Update:
The answer below addresses your question as asked, based on your (seemingly incorrect) claim that the first command mentioned in your question worked as-is from cmd.exe
. The points made below generally apply to the syntax of arguments passed to commands in PowerShell.
Based on a later comment, you state that what solved your problem was to pass a JSON string to the aws
CLI's --tagging
parameter:
You state that '{\"TagSet\": [{\"Key\":\"public\",\"Value\":\"yes\"}]}'
worked for you (which represents the following verbatim JSON string:
{"TagSet": [{"Key":"public","Value":"yes"}]
).
- Here too it is the quoting (
'...'
) that makes the argument work, as discussed in the bottom section.
- As an aside: This strange need to manually
\
-escape "
characters embedded in an argument passed to external programs is indeed an - unfortunate - requirement in PowerShell up to at least v7.2.x, due to a long-standing bug. It may get fixed in a future version, which may require opt-in: see this answer.
However, apart from the PowerShell syntax problem that is the subject of your question, it looks like your original command simply used incorrect aws
shorthand syntax (a shorter alternative to passing JSON): according to the docs for the put-object-tagging
subcommand, the following should work - in addition to the required quoting ('...'
) for PowerShell's sake, note the [...]
around {...}
which were missing from your own original command:
'TagSet=[{Key=public,Value=yes}]'
Replace:
TagSet={Key=public,Value=yes}
with:
'TagSet={Key=public,Value=yes}'
That is, quote your argument, which prevents PowerShell from interpreting {...}
as a script block, which is what caused your problem.
Note the use of a '...'
, i.e a single-quoted verbatim string, which is the best choice if an argument contains no embedded variable references or subexpression (for the latter, you need string interpolation in the form of "..."
, i.e., a double-quoted expandable string).
PowerShell differs from other shells in two notable respects:
its escape character is `
(the so-called backtick), not \
(as in POSIX-compatible shells such as Bash) or ^
(as in cmd.exe
)
it has more metacharacters than other shells, such as {
, }
, and @
As for the specific error message you saw:
The content of a script block ({ ... }
) is parsed as PowerShell code, and the content in your case, Key=public,Value=yes
, is parsed as a command, whose syntax happens to be invalid:
Key=public
is interpreted as a command name
,Value=yes
is parsed as its argument, which - due to the ,
- is parsed as an array, but a literal array passed as an argument must not start with ,
, which is what the error message is trying to say: it's missing an array element before ,
You can more easily provoke this error by submitting the following on the command line:
foo , bar # -> Error "Missing argument in parameter list."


> [What to produce] Below are records. Find each line in them that holds the word "face" and copy it.

*** Opening of Data extract ***

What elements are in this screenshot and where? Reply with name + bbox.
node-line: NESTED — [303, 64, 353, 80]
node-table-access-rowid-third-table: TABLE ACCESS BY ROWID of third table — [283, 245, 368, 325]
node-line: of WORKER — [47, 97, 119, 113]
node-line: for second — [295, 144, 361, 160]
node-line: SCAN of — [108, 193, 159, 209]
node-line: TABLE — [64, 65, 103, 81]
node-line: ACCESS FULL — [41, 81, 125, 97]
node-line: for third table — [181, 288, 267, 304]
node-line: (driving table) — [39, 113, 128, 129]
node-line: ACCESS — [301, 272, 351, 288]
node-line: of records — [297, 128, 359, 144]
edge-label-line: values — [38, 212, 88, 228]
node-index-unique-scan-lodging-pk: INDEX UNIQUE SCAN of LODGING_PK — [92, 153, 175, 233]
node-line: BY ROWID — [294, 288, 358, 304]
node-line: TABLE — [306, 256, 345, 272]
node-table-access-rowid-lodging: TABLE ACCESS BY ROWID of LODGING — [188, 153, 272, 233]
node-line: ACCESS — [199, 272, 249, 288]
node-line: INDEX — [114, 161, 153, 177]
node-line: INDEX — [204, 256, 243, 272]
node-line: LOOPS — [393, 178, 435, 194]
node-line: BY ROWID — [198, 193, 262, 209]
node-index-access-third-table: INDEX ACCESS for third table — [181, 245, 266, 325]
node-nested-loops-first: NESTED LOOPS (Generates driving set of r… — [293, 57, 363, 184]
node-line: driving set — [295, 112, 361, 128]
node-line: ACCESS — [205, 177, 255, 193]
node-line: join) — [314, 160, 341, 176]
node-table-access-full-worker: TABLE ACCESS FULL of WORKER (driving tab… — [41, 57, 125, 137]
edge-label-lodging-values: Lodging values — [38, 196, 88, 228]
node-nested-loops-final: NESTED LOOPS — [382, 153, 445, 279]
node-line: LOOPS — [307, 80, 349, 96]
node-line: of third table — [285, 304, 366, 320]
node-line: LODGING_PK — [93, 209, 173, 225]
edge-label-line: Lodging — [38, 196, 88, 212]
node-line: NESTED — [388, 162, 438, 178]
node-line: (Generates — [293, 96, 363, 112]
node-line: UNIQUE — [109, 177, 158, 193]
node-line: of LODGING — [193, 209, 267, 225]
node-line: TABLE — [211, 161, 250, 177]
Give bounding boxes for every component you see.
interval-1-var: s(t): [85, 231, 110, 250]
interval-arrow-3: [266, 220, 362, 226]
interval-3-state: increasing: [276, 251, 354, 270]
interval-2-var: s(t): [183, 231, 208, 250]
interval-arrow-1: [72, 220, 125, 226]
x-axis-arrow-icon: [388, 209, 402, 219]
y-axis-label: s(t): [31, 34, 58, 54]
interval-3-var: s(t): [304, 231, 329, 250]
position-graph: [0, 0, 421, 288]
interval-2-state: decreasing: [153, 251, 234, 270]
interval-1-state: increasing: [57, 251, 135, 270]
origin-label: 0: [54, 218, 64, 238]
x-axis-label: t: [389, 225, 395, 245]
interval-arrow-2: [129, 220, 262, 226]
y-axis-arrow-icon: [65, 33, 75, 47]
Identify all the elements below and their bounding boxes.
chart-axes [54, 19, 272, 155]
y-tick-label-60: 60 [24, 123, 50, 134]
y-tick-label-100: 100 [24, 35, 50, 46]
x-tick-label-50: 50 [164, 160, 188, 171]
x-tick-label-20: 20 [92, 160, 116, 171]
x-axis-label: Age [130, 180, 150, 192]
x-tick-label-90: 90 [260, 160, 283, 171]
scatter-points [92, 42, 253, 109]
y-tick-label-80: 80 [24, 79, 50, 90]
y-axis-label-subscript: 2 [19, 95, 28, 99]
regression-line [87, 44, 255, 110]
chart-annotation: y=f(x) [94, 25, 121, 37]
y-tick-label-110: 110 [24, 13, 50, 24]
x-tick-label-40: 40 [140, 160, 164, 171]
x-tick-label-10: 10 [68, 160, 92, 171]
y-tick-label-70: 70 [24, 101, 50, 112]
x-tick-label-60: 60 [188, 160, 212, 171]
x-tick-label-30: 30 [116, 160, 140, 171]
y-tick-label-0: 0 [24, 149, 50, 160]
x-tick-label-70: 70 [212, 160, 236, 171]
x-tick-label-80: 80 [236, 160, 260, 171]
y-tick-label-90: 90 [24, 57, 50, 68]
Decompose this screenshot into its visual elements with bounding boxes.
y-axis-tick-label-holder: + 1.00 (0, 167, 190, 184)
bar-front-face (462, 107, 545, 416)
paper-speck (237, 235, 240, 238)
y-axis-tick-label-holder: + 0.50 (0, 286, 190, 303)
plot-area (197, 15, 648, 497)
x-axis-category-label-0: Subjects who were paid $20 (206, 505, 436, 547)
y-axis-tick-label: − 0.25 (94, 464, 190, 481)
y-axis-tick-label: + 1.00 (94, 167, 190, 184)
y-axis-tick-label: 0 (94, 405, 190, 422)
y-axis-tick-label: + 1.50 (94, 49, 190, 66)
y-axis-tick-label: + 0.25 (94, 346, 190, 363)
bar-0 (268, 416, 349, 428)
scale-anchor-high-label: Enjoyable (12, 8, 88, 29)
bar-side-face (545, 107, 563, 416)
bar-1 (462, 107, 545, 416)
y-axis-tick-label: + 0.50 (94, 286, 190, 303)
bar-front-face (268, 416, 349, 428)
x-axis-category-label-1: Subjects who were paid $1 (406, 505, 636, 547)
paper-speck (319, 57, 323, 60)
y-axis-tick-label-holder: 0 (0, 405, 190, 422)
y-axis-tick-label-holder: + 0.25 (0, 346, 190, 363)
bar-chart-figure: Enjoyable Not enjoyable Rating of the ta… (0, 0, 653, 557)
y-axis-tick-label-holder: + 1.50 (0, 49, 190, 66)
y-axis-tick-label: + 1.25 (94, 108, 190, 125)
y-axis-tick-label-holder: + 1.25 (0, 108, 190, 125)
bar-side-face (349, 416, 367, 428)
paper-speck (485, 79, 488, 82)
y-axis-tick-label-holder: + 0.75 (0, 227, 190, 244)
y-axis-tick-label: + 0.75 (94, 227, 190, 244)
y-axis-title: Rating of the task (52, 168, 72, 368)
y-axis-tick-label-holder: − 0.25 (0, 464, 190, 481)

*** Close of Data extract ***

> [Output for this exercise]
bar-front-face (462, 107, 545, 416)
bar-side-face (545, 107, 563, 416)
bar-front-face (268, 416, 349, 428)
bar-side-face (349, 416, 367, 428)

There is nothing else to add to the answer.